This was the dawning of the fifth day on the prayer trail. A little way he walked, and the world reeled about him,––to escape from the cloud of weakness he ran the way of the brook towards the far river––and then as a brook falls into the shadows of a cavern place, Tahn-té fell and lay where he fell. In the darkness closing over him he heard the rustle of wings––though another might have heard only the whisper of the pines.

When the sun stood straight above, and the bush of the sage brooded over its own shadow, it was then Po-tzah and the brothers of Po-tzah found him. They wondered at the wing of the bluebird in his hand, but carried him on a robe of the buffalo until 134 they brought him to his own home. Then the people of his order brought to him the foods and the drinks allowed after the fasting time to the men who make many prayers.

When the strength had come back he spoke in secret council of the vision of the eagle and the vision of the maid born from the waters of the sacred mountain of prayer.

The old men debated wisely as to the visions and the meaning of the visions. The dance was a great dance and plainly had the favor of Sinde-hési since Tahn-té had come out of it alive;––the Summer People would hold a long feast to mark the time, and the boys who were taught by the old men, would be told in the kivas of the ways in which a man might grow strong in body and strong in spirit to face the god who lives on high in the hills.

Of the visions of the eagles they were glad––for in his dream Tahn-té had been carried by the eagle to the shrine of power, and that was very great medicine. It was well he had kept strength to follow the trail and meet the eagle there.

Of the maid-vision there was long talk. To dream of a maid was the natural dream thought of a young man, and the wing of the bird could be only the symbol for thoughts that fly very high.

The clan of his mother––the Arrow Stone People, thought the vision by the pool meant that the time to choose a wife had come to Tahn-té. He had proven himself for magic. It was now time that he think of strong sons.

The elders agreed that it was so, and talked of likely maids, and that was when the name of Yahn the Beautiful was spoken. But Tahn-té heard part of the talk, and stopped it. He had read the books of the 135 white god, and out of them all he had found one strong thought. The white god, and the prophets of that god, were strong for magic because they did not take wives of the tribes about them. Because of that they had been strong to conquer their world. He, Tahn-té, meant to work for the red gods as the priests of the dark robe worked for the white gods. He would work alone unless other men worked with him. It was not magic in which a woman could help. But alone he fastened four feathers of a bluebird to the Prayer Flute of the far desert, and in the dusks under Venus and the young moon he breathed through it softly to bring back the vision of the Maid of Dreams.

Not all this talk was spoken of outside the kiva:––only the name of Yahn had been said––and that Tahn-té would have no wife even when urged by the old men. But Koh-pé, the wife of Ka-yemo did hear of it––also some other wives, and Yahn Tsyn-deh heard their laughter, and carried a bitter heart in the days to follow. She had no love for Tahn-té, yet––to wed with the Highest––would be victory over a false lover!

For the feast made for Tahn-té the Po-Ahtun-ho, she would gather no flowers and bake no bread, and when the dance in honor of Tahn-té was danced, she put on her dress of a savage, brown deer skin fringed and trimmed with tails of the ermine of the north. About her brows she fastened a band on which were white shells and many beads in the pattern of the lightening path––and on it was also the white of the ermine––and the warrior feathers of the eagle which she wore not often––but this day she wore them!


## Work item
Take every line in the entries that includes the word "elements" and copy it.

[Excerpts from a figure dataset]
::::::::

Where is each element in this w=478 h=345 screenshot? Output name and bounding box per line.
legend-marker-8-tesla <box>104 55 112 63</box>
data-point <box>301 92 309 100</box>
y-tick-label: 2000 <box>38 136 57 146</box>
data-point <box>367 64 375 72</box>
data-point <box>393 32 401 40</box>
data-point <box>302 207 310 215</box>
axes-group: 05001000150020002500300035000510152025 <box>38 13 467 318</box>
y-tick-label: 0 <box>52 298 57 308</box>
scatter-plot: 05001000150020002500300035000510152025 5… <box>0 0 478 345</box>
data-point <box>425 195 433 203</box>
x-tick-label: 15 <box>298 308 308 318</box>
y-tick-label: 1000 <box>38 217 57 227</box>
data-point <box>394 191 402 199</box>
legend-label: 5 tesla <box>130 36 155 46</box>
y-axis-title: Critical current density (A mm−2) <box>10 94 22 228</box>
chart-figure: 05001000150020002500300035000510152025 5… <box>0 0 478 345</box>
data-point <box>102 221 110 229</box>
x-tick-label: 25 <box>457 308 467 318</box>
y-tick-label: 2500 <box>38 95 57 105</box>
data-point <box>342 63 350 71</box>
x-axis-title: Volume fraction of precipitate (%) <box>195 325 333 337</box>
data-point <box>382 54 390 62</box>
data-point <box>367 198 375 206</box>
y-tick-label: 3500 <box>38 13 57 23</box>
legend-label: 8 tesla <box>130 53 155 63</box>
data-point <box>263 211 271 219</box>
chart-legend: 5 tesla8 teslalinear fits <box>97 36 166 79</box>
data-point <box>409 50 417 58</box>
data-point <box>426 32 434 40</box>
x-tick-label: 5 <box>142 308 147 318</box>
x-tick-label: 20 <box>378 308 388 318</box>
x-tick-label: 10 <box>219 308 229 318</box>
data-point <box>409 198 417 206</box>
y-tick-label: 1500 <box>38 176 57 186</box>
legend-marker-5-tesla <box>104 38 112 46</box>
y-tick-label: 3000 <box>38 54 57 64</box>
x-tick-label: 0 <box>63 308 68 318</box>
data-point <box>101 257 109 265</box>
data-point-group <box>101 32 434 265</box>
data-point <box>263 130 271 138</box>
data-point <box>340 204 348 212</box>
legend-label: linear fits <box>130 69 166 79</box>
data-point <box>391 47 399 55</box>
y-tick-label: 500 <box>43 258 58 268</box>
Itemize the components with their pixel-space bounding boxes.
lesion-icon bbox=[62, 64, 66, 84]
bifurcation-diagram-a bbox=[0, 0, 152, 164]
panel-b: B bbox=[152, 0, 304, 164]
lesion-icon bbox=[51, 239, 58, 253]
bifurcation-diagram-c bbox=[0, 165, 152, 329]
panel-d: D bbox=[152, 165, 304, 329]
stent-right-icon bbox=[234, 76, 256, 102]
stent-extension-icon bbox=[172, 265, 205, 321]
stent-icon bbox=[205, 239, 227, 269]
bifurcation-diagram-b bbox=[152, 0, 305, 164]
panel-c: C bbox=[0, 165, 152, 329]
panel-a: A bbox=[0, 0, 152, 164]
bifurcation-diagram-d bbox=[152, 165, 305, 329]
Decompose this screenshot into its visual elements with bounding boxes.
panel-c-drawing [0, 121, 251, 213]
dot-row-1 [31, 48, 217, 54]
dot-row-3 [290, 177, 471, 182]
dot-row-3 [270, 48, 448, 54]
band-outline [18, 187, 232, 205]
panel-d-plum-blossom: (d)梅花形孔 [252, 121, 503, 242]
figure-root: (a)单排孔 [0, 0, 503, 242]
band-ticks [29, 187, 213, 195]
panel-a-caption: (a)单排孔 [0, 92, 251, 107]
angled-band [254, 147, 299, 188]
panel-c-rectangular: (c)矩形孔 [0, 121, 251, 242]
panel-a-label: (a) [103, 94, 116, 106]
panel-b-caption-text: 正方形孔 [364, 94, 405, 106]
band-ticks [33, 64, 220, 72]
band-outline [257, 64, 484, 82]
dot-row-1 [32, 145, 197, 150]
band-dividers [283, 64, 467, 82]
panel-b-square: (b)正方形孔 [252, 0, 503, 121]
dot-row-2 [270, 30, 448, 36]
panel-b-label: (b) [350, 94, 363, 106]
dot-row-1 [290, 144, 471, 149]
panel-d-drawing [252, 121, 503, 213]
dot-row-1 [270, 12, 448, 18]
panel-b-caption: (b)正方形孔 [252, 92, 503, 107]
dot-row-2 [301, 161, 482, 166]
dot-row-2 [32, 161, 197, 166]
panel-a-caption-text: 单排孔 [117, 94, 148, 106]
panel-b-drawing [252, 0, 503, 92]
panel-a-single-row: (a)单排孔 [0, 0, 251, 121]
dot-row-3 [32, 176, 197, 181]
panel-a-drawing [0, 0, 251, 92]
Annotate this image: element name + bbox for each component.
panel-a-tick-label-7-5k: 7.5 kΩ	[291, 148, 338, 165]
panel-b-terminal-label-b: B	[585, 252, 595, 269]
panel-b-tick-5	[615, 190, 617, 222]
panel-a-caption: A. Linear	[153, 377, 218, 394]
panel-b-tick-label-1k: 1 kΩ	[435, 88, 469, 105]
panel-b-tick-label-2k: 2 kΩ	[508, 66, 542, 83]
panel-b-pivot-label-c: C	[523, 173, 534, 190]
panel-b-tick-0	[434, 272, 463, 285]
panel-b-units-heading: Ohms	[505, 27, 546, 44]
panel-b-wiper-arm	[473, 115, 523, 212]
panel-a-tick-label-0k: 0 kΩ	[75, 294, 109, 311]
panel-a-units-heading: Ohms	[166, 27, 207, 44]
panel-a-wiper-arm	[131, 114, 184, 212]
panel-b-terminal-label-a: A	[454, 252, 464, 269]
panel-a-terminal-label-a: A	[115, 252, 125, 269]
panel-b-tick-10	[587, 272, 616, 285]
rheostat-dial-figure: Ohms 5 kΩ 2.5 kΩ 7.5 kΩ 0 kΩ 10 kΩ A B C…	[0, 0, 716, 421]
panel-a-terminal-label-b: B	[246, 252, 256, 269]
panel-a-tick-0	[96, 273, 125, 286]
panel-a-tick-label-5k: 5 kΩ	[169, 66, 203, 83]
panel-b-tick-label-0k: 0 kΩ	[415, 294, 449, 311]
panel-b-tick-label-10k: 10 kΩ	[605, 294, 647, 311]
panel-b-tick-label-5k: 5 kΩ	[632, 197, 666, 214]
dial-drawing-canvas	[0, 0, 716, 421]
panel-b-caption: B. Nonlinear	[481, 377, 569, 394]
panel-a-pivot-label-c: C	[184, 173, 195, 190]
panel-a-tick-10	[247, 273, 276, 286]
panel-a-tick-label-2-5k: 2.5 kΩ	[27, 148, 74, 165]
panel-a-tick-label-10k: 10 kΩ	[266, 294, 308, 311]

::::::::

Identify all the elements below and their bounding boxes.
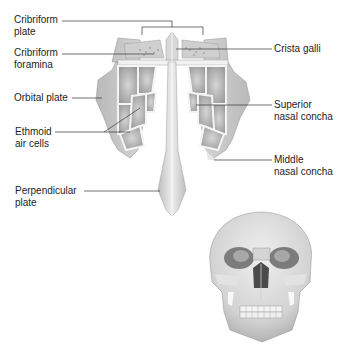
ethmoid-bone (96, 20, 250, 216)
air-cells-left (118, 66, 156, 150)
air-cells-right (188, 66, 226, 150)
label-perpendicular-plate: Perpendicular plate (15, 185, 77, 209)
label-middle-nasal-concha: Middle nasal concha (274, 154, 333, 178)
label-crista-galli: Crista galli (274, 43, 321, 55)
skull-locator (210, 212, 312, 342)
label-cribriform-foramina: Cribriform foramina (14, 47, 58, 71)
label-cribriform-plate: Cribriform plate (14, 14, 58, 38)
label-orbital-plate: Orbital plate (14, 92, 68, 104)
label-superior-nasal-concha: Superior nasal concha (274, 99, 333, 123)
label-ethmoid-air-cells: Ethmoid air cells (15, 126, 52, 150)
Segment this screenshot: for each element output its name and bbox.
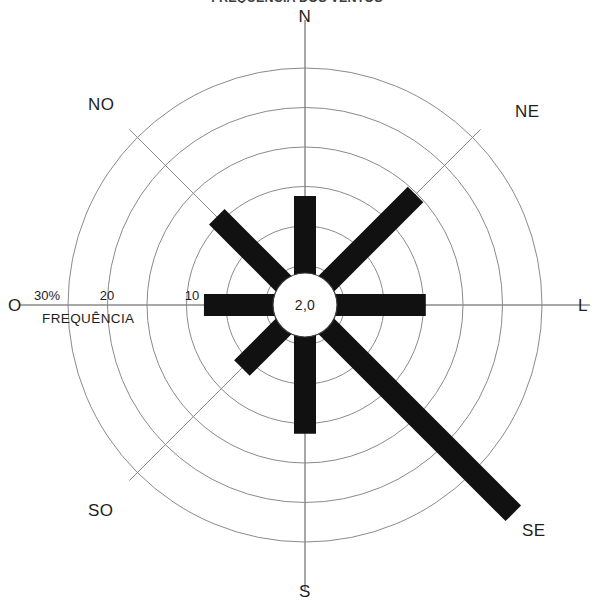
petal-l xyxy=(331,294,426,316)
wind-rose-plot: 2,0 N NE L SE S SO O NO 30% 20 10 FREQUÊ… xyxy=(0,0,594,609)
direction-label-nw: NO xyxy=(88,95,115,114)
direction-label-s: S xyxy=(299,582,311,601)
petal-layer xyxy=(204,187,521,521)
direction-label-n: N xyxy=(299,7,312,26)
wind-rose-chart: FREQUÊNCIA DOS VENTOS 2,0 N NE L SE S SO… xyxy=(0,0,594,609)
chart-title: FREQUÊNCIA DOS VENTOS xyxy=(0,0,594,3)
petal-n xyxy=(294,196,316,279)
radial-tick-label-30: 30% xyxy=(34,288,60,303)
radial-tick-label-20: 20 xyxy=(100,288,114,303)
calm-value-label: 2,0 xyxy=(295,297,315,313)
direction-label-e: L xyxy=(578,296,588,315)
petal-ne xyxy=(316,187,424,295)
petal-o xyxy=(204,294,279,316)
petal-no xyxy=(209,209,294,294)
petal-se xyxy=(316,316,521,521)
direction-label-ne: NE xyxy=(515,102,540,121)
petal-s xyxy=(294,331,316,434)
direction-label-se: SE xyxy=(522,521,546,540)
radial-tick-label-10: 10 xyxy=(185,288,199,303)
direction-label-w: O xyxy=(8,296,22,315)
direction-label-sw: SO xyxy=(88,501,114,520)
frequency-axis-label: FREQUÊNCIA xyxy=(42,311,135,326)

::::::::

## Answer
Decompose this screenshot into its visual elements with bounding boxes.
Identify all the elements below and their bounding boxes.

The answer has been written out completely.